Open EdisonLeeeee opened 3 years ago
Thank you very much for your help! You have no idea what's a big favour for me. Let me answer some questions. Yes, this code has bugs about the inplace issue. Fortunately, I almost do not use this code in my experiments. I used: `def sgc_precompute(features, adj, degree, alpha): t = perf_counter() feature_ori = features feature_set = torch.zeros_like(features) for i in range(degree): features = torch.spmm(adj, features) feature_set += (1-alpha)features + alphafeature_ori
feature_set /= degree
#build for PPNA like 0.15 for cora and citeseer
precompute_time = perf_counter()-t
return feature_set, precompute_time`
and I checked there is no problem with the inplace issue in the debug setting of Pycharm.
Thanks for your kindly reply.
You are right, and I totally agree with you about "SGC and SSGC are susceptible to weights decay", which also includes learning rate.
Looking forward to your update on the code :).
Hi, allenhaozhu.
I have read your paper and the code, but I found that the SSGC computation is not exactly right, where
emb += features
is an inplaced operation and it will change the value offeatures
asemb = features
. It is better to replace it withemb = emb + features
. https://github.com/allenhaozhu/SSGC/blob/7ecaf2527c8c127a72c4d63b446b6097c74fcf72/utils.py#L93-L103I did it and the accuracy on Cora was increased from 0.830 to 0.835, but it was decreased from 0.734 to 0.733 and 0.806 to 0.796 on Citeseer and Pubmed, respectively.
btw, because this code only involved in the parameter analysis I redo the experiments and found cora 83.5 citeseer 74.0 pubmed 80.2.
Update: I see the following was discussed in #2 as well.
@allenhaozhu can you confirm which version of the code you used for the results in the paper? If we assume the += issue is resolved (i.e. we use emb = emb + update
), isn't the implementation posted inconsistent with the paper? Specifically, features = (1-alpha) * torch.spmm(adj, features)
will mean the summation term will have a (1 - \alpha)^k
factor, where as the paper uses a constant (1 - \alpha)
. This is quite significant, as it means the difference between what's published and an approximate Personalized PageRank implementation, i.e. starting from the expression in the paper with this geometric factor instead of the constant
$x^\prime = (\frac{1}{K} \Sigma{k=1}^K (1 - \alpha)^k T^k x) + \alpha x$ $= (\frac{1}{K} \Sigma{k=0}^K (1 - \alpha)^k T^k x) - 1/K x + \alpha x$ # add k=0 term to summation and subtract $\approx \frac{1}{K} [I - (1 - \alpha)T]^{-1} x + (\alpha - 1/K)x$ $= \frac{1}{\alpha K} T{PPR} x + (\alpha - 1/K) x$ where $T{PPR}=\alpha[I - (1 - \alpha)T]^{-1}$ is the personalized PageRank transition matrix.
Given that $\alpha = 0.05$ and $K = 16$, $\alpha \approx 1/K$, so we're left with $x^\prime \approx T_{PPR} x$.
In my view, both the version that's currently in master (and posted in the comments above, not the OP - repeated below with formatting) are consistent with the paper.
def sgc_precompute(features, adj, degree, alpha):
t = perf_counter()
feature_ori = features
feature_set = torch.zeros_like(features)
for i in range(degree):
features = torch.spmm(adj, features)
feature_set += (1-alpha)*features + alpha*feature_ori
# feature_set/=degree+1
feature_set /= degree #build for PPNA like 0.15 for cora and citeseer
precompute_time = perf_counter()-t
return feature_set, precompute_time
Hi, allenhaozhu.
I have read your paper and the code, but I found that the SSGC computation is not exactly right, where
emb += features
is an inplaced operation and it will change the value offeatures
asemb = features
. It is better to replace it withemb = emb + features
. https://github.com/allenhaozhu/SSGC/blob/7ecaf2527c8c127a72c4d63b446b6097c74fcf72/utils.py#L93-L103I did it and the accuracy on Cora was increased from 0.830 to 0.835, but it was decreased from 0.734 to 0.733 and 0.806 to 0.796 on Citeseer and Pubmed, respectively.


WHAT YOU SHOULD DO → Give only the number of lines in the data that include the string "height".

SOURCE MATERIAL →
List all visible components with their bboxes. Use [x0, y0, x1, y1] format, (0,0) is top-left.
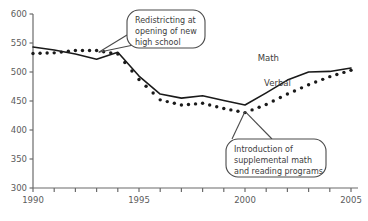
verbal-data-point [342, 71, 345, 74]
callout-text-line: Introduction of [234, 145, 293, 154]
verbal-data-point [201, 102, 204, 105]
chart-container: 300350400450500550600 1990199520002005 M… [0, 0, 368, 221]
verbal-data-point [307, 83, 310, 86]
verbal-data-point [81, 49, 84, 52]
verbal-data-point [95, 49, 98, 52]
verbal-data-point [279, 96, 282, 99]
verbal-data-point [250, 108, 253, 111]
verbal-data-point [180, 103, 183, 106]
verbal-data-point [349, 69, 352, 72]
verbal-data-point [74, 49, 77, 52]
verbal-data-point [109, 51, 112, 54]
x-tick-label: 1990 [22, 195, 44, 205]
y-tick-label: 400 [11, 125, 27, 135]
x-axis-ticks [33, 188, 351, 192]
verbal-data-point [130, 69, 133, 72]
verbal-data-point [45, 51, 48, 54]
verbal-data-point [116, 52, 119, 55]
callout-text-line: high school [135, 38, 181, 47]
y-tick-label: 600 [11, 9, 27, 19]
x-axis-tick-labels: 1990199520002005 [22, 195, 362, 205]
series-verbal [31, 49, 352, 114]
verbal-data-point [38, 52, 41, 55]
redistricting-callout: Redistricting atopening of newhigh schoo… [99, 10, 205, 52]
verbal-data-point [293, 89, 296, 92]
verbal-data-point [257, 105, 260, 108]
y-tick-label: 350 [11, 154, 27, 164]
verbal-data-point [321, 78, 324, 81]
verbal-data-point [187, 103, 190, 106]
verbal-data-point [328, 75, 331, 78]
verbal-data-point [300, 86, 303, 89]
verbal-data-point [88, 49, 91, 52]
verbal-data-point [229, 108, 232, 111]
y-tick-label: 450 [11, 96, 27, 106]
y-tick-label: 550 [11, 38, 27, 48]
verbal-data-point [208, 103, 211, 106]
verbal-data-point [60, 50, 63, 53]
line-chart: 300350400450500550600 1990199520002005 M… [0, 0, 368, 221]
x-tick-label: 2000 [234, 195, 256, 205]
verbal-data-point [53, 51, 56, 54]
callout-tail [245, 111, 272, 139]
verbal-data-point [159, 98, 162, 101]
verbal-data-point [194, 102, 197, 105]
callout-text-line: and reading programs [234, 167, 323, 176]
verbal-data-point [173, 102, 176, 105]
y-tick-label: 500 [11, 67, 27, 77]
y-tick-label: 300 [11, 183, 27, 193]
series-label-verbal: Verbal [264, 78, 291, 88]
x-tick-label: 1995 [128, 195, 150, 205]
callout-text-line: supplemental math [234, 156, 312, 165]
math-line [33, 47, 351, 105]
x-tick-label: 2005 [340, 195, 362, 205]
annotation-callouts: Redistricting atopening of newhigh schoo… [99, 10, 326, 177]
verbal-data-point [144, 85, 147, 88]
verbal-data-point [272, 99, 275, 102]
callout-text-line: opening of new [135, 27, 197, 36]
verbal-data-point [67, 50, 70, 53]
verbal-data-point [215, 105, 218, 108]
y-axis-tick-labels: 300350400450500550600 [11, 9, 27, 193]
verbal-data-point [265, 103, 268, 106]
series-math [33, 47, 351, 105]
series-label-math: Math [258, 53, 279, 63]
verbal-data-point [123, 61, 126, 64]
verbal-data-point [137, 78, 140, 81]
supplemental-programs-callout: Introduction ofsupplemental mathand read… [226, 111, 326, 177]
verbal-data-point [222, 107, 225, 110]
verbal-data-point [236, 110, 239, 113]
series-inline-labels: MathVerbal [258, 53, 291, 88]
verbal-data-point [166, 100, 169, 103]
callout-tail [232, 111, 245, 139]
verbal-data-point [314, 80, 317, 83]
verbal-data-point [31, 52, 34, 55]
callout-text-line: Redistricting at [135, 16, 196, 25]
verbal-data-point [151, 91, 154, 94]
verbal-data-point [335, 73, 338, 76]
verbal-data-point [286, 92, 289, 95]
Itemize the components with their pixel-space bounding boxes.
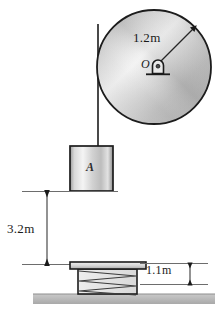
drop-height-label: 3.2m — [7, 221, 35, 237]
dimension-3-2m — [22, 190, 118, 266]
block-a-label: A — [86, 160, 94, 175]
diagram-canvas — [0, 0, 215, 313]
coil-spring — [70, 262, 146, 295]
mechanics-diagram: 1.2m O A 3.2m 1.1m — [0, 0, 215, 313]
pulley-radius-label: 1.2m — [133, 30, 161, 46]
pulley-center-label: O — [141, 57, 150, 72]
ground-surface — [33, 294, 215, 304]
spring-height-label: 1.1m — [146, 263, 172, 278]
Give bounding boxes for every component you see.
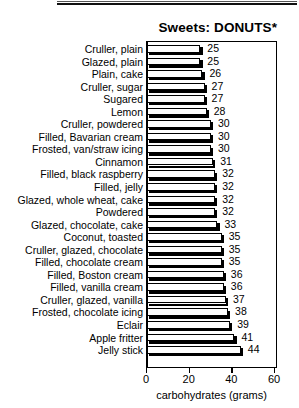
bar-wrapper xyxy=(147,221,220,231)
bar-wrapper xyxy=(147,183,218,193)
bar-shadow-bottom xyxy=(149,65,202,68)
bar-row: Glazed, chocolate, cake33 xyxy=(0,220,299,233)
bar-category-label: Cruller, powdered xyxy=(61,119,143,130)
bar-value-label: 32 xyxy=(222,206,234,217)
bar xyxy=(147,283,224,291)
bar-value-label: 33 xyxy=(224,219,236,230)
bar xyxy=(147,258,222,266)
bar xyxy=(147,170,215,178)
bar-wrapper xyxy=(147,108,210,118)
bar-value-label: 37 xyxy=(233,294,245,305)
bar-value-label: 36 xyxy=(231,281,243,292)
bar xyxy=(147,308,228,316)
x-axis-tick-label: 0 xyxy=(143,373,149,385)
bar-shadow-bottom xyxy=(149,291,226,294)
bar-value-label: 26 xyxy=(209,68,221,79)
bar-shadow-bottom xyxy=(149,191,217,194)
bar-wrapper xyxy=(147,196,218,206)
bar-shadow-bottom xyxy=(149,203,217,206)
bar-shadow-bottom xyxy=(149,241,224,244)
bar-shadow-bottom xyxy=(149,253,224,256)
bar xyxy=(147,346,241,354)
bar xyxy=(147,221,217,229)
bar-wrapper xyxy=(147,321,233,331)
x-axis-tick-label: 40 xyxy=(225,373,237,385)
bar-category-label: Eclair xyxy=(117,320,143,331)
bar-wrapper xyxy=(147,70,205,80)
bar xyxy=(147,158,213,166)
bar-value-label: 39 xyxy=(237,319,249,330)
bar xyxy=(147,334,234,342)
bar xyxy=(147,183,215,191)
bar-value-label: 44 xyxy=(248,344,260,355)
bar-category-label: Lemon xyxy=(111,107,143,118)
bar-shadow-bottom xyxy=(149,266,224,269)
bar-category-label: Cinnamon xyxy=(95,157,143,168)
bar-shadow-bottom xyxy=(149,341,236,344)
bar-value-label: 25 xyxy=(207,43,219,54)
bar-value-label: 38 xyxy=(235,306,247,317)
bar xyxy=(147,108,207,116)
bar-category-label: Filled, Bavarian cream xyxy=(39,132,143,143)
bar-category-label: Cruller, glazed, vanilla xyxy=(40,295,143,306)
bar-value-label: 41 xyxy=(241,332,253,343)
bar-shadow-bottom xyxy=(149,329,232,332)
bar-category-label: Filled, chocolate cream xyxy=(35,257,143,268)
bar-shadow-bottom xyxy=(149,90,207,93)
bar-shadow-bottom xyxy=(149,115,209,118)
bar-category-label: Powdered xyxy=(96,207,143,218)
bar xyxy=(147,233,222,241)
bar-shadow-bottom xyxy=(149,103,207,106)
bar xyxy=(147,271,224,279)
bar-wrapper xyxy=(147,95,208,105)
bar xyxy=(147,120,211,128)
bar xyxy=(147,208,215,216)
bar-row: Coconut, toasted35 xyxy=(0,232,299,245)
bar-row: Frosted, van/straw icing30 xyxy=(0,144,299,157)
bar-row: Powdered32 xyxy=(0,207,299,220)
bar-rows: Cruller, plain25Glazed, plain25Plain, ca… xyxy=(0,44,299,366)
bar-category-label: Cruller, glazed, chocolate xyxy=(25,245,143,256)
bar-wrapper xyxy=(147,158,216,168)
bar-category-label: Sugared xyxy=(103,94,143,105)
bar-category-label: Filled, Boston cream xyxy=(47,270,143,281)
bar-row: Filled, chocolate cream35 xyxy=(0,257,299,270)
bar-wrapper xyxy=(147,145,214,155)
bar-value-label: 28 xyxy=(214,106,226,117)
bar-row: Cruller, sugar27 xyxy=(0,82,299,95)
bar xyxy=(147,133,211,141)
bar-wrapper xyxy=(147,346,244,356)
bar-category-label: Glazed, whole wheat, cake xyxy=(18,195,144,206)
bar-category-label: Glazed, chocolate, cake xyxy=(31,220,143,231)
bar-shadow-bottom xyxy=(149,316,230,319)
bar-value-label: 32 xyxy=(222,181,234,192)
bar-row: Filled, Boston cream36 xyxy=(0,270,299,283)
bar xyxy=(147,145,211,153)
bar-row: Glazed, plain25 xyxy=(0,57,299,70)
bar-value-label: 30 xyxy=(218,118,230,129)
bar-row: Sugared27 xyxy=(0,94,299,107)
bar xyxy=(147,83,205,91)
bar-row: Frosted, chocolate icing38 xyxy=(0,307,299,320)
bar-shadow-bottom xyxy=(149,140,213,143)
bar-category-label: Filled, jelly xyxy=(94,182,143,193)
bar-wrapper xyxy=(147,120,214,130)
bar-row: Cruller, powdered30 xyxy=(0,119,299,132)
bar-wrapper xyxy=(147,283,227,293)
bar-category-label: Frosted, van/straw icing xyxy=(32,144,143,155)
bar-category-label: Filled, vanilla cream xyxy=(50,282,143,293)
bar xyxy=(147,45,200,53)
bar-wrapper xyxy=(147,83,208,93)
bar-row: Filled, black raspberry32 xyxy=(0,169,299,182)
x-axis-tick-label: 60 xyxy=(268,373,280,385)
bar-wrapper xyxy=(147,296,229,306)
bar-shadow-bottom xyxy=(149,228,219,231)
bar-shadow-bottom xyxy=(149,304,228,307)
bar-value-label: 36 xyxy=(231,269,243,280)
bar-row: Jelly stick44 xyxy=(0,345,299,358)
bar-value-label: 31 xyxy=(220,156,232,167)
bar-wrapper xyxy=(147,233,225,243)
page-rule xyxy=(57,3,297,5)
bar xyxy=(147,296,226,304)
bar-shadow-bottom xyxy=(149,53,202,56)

--

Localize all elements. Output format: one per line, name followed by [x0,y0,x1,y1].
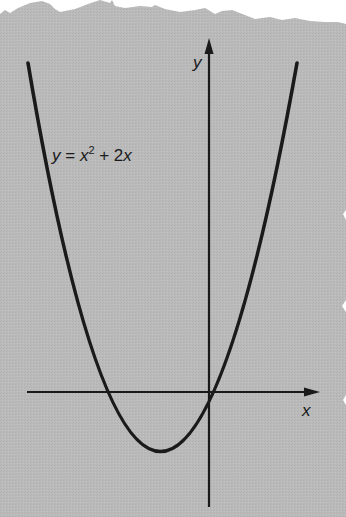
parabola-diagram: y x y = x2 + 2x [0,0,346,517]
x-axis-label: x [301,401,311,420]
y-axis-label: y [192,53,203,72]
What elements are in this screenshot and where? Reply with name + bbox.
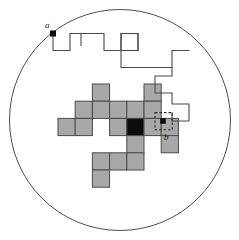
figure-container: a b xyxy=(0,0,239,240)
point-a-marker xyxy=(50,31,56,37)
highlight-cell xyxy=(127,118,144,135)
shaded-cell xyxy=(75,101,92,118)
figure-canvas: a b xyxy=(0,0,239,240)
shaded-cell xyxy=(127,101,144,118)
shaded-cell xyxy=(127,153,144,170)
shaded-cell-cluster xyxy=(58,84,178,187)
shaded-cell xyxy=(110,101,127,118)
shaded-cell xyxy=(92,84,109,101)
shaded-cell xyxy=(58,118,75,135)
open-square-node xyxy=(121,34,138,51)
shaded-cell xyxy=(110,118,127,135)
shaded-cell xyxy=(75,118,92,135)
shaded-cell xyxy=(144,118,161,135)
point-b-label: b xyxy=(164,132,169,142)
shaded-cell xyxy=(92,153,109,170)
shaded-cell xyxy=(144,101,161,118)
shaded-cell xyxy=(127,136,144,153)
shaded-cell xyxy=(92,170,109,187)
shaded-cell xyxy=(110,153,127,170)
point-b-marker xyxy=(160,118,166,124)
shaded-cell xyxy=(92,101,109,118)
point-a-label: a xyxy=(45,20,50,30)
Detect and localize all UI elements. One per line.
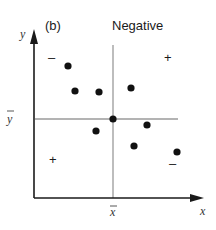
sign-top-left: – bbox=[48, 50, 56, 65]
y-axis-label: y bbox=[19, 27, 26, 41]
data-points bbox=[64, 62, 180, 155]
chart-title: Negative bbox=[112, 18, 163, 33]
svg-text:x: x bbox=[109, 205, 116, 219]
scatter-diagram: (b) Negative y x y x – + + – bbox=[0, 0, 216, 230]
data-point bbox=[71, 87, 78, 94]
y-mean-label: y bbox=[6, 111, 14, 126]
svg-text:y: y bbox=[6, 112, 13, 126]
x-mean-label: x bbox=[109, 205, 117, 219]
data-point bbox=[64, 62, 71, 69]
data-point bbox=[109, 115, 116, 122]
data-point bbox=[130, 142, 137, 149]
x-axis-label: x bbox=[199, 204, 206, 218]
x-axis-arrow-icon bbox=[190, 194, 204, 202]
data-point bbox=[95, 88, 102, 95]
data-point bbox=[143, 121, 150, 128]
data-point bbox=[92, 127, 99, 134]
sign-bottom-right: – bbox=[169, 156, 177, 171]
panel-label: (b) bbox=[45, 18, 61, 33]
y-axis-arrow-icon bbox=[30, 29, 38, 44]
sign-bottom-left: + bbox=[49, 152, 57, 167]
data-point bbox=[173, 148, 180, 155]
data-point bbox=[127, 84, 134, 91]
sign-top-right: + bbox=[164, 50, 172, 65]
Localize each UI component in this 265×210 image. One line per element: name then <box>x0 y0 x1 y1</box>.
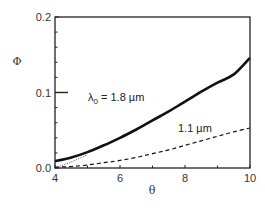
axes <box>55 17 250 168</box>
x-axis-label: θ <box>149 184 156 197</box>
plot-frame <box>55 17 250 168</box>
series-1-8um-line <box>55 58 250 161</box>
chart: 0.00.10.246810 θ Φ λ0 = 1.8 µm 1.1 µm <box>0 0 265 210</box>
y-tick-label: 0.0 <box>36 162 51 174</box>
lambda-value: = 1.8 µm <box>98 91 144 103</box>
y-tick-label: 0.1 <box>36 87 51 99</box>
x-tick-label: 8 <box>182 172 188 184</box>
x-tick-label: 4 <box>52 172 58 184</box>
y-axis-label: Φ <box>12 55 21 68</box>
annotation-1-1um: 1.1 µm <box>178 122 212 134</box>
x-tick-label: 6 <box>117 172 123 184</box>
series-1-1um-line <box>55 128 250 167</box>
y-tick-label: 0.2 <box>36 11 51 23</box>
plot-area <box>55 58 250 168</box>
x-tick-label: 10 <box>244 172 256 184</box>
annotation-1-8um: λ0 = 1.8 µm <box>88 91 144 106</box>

SOLVED EXERCISE → 2